### What the task requires
From the data below, repeat exactly the lines from the line with "Find the location" to the line with "This screenshot has width=980, height=390.", both included.

### Data in this exercise
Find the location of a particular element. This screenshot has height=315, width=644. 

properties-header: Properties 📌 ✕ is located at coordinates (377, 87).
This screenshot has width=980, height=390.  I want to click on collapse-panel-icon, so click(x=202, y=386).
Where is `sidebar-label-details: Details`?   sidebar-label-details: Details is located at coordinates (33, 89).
...
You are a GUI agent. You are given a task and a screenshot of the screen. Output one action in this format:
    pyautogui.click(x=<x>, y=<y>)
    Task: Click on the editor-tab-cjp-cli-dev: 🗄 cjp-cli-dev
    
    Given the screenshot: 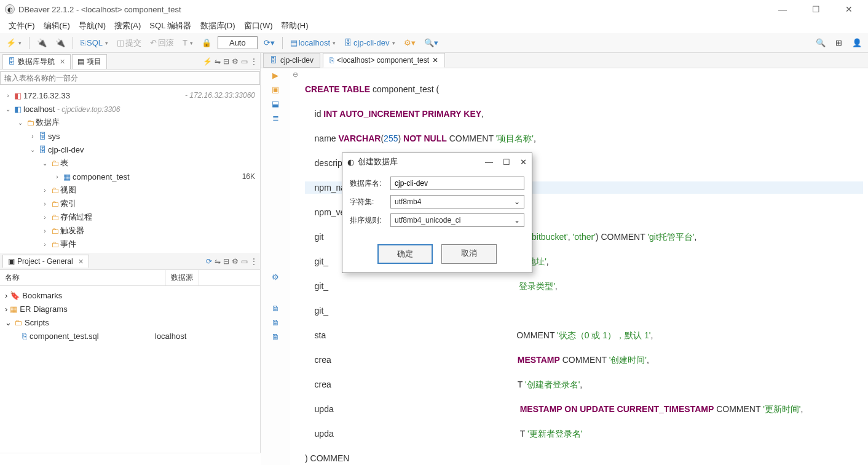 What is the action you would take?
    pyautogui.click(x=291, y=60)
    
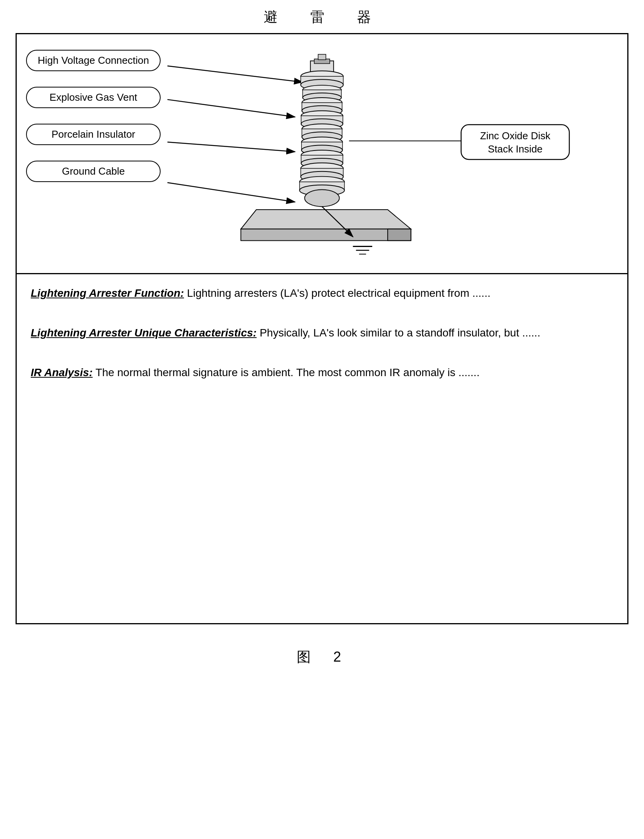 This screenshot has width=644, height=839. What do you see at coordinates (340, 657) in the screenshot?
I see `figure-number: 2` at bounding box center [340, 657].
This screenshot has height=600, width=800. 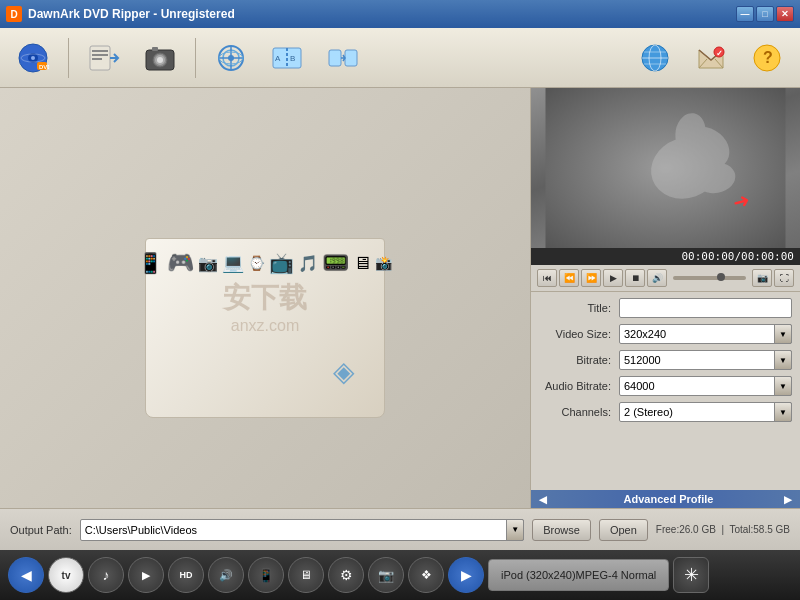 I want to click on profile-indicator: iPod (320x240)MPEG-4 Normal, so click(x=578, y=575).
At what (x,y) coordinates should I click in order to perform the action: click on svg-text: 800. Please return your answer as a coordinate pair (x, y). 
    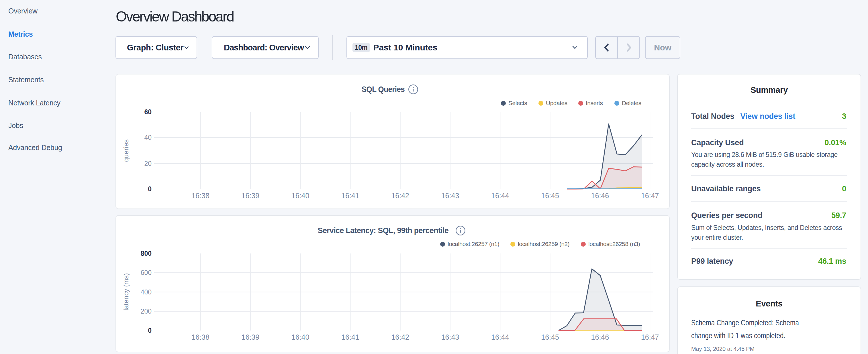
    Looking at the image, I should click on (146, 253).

### Your solution
Find the location of a particular element. This screenshot has height=315, width=644. 

properties-header: Properties 📌 ✕ is located at coordinates (377, 87).
This screenshot has width=980, height=390.  I want to click on collapse-panel-icon, so click(x=202, y=386).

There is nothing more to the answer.